Federal Office of Transport facilitates multimodal mobility

The Confederation wants to make it easier for people to combine different means of transport. For businesses to develop services to this end – for instance, mobile apps – they require access to data from various mobility and service providers. To make this exchange of information easier, the Confederation intends to offer a new public service in the shape of a national data infrastructure on mobility. Multimodal services will facilitate access to public transport, making it more attractive to new customers.

In the future, consumers will be able to put together customised multimodal mobility solutions, either on their computer or smartphone and purchase them directly online. This will make it easier to combine different forms of transport such as public transport, car, bicycle or mini scooter sharing, taxis and other forms of mobility, leading to more efficient and economic use of transport services. Hence, over time, the entire transport system will become more efficient and sustainable. The Federal Council submitted the corresponding bill on promoting multimodal services for consultation in 2018. The evaluation has shown that a majority of mobility service providers, associations, organisations, cantons and parties are in favour of better-integrated mobility services.

The most important requirement for improving multimodal mobility is making access to data easy and secure. This is essential if app developers and website operators are to provide consumers with integrated services, and mobility providers are to visualise their services and enable consumers to book them. Basic data on transport networks, means of transport and sales systems are not yet accessible in many areas. Active cooperation between app developers, mobility services providers and other data holders is rare and involves a lot of effort and expense for those involved.

In the light of this, the Federal Council has given DETEC a mandate to develop the ‘National Data Infrastructure on Mobility’ (NaDIM) for exchanging mobility data and to draw up the necessary legal provisions in the dispatch on multimodal mobility. NaDIM should be independent, reliable, open, non-discriminatory, transparent, non-profit-making, of a high quality and technically versatile. Use of the infrastructure is voluntary and the data remains with the respective owner, who also manages it. Implementation will take place in stages

Public transport should play a key role in multimodal mobility and be integrated easily into multimodal mobility services. This should make it easier for consumers to access public transport since the complex system of fares will no longer apply.

Opening public transport ticket sales to actors outside the sector should – as the public transport sector proposed in the consultation – be regulated by the sector itself and not by the Passenger Transport Act. Regulation must be in line with federal law, which means it must comply with the provisions on competition and the Passenger Transport Act. It must also be approved by the Federal Office of Transport.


● **What is being asked**
If a line includes the word "janv", it belongs in the count; state the total for the data below and add nothing.

● **Given data**
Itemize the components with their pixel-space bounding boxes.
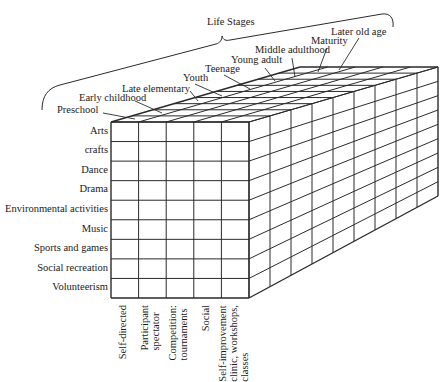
life-stage-label: Early childhood (79, 93, 146, 104)
format-label: Self-directed (117, 305, 128, 359)
activity-area-label: Drama (79, 184, 108, 195)
life-stage-label: Preschool (57, 105, 98, 116)
activity-area-label: Dance (81, 165, 108, 176)
life-stages-title: Life Stages (207, 17, 255, 28)
format-label: Social (200, 305, 211, 331)
activity-area-label: Music (82, 224, 108, 235)
activity-area-label: Environmental activities (5, 204, 108, 215)
life-stage-label: Young adult (231, 55, 282, 66)
life-stage-label: Maturity (311, 36, 348, 47)
format-label: Competition:tournaments (167, 305, 189, 360)
leader-line (190, 91, 198, 101)
format-label: Participantspectator (139, 305, 161, 351)
life-stage-label: Later old age (331, 27, 386, 38)
life-stage-label: Youth (183, 73, 208, 84)
activity-area-label: Social recreation (37, 263, 108, 274)
life-stage-label: Teenage (205, 64, 240, 75)
format-label: Self-improvementclinic, workshops,classe… (217, 305, 250, 382)
life-stage-label: Middle adulthood (255, 45, 330, 56)
activity-area-label: Volunteerism (52, 282, 108, 293)
life-stage-label: Late elementary (122, 84, 190, 95)
leader-line (292, 58, 295, 77)
activity-area-label: crafts (85, 145, 108, 156)
activity-area-label: Sports and games (34, 243, 108, 254)
activity-area-label: Arts (90, 126, 108, 137)
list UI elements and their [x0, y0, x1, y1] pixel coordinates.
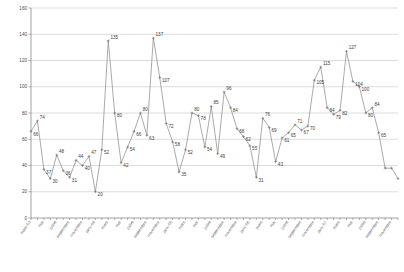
y-tick-label: 60 — [22, 137, 28, 142]
data-label: 74 — [40, 115, 46, 120]
data-label: 63 — [149, 136, 155, 141]
data-label: 65 — [291, 133, 297, 138]
data-point-marker — [184, 148, 187, 151]
data-label: 62 — [246, 137, 252, 142]
y-axis-ticks: 020406080100120140160 — [19, 6, 27, 221]
data-label: 40 — [85, 166, 91, 171]
x-tick-label: juillet — [279, 219, 290, 231]
data-point-marker — [203, 146, 206, 149]
data-point-marker — [216, 152, 219, 155]
data-label: 55 — [252, 146, 258, 151]
y-tick-label: 120 — [19, 58, 27, 63]
data-label: 85 — [213, 100, 219, 105]
data-label: 80 — [117, 113, 123, 118]
x-tick-label: mai — [114, 220, 122, 228]
data-label: 37 — [46, 170, 52, 175]
x-tick-label: mars — [254, 220, 263, 230]
data-label: 104 — [355, 82, 363, 87]
data-point-marker — [120, 161, 123, 164]
x-tick-label: mars — [177, 220, 186, 230]
data-label: 82 — [342, 111, 348, 116]
data-label: 42 — [123, 163, 129, 168]
data-point-marker — [384, 167, 387, 170]
data-label: 79 — [336, 115, 342, 120]
data-label: 52 — [188, 150, 194, 155]
data-point-marker — [152, 37, 155, 40]
data-label: 31 — [259, 178, 265, 183]
x-tick-label: mars-03 — [19, 219, 32, 235]
data-point-marker — [113, 112, 116, 115]
data-label: 84 — [374, 102, 380, 107]
data-label: 54 — [130, 147, 136, 152]
data-label: 65 — [381, 133, 387, 138]
y-tick-label: 20 — [22, 189, 28, 194]
data-label: 35 — [181, 172, 187, 177]
data-label: 31 — [72, 178, 78, 183]
x-tick-label: novembre — [378, 219, 393, 238]
data-label: 127 — [349, 45, 357, 50]
data-point-marker — [191, 112, 194, 115]
data-point-marker — [223, 91, 226, 94]
data-label: 137 — [156, 32, 164, 37]
data-point-marker — [94, 190, 97, 193]
data-label: 84 — [329, 108, 335, 113]
data-label: 44 — [78, 154, 84, 159]
data-label: 69 — [271, 128, 277, 133]
data-point-marker — [107, 39, 110, 42]
data-label: 48 — [59, 149, 65, 154]
data-point-marker — [145, 134, 148, 137]
data-label: 54 — [207, 147, 213, 152]
data-label: 80 — [143, 107, 149, 112]
data-label: 96 — [226, 86, 232, 91]
x-tick-label: mai — [346, 220, 354, 228]
x-tick-label: mars — [100, 220, 109, 230]
data-label: 115 — [323, 61, 331, 66]
data-label: 49 — [220, 154, 226, 159]
x-tick-label: janv-04 — [84, 219, 97, 234]
x-tick-label: novembre — [69, 219, 84, 238]
y-tick-label: 100 — [19, 84, 27, 89]
data-label: 76 — [265, 112, 271, 117]
x-tick-label: mai — [191, 220, 199, 228]
data-label: 66 — [33, 132, 39, 137]
data-point-marker — [377, 131, 380, 134]
data-point-marker — [139, 112, 142, 115]
y-tick-label: 40 — [22, 163, 28, 168]
data-point-marker — [158, 76, 161, 79]
y-tick-label: 80 — [22, 111, 28, 116]
x-tick-label: janv-05 — [161, 219, 174, 234]
data-label: 71 — [297, 119, 303, 124]
data-label: 107 — [162, 78, 170, 83]
data-label: 47 — [91, 150, 97, 155]
data-label: 80 — [194, 107, 200, 112]
y-tick-label: 140 — [19, 32, 27, 37]
data-label: 30 — [53, 179, 59, 184]
x-tick-label: mai — [269, 220, 277, 228]
data-label: 80 — [368, 113, 374, 118]
x-tick-label: juillet — [356, 219, 367, 231]
x-tick-label: janv-06 — [238, 219, 251, 234]
data-point-marker — [274, 160, 277, 163]
data-label: 52 — [104, 150, 110, 155]
data-label: 78 — [201, 116, 207, 121]
data-label: 66 — [136, 132, 142, 137]
data-label: 70 — [310, 126, 316, 131]
data-label: 58 — [175, 142, 181, 147]
data-point-marker — [255, 176, 258, 179]
x-tick-label: mars — [331, 220, 340, 230]
data-label: 61 — [284, 138, 290, 143]
data-label: 105 — [317, 80, 325, 85]
data-point-marker — [319, 66, 322, 69]
data-point-marker — [197, 114, 200, 117]
x-tick-label: juillet — [47, 219, 58, 231]
data-point-marker — [133, 130, 136, 133]
x-tick-label: juillet — [202, 219, 213, 231]
line-chart: 020406080100120140160 667437304836314440… — [0, 0, 404, 272]
data-point-marker — [165, 122, 168, 125]
data-label: 43 — [278, 162, 284, 167]
data-point-marker — [171, 140, 174, 143]
data-label: 20 — [98, 192, 104, 197]
data-point-marker — [313, 79, 316, 82]
chart-container: 020406080100120140160 667437304836314440… — [0, 0, 404, 272]
data-point-marker — [100, 148, 103, 151]
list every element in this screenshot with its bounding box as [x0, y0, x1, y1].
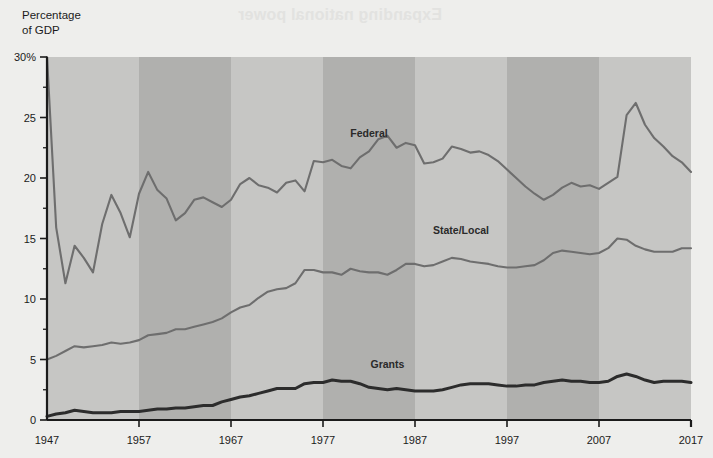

● **Exercise response**
3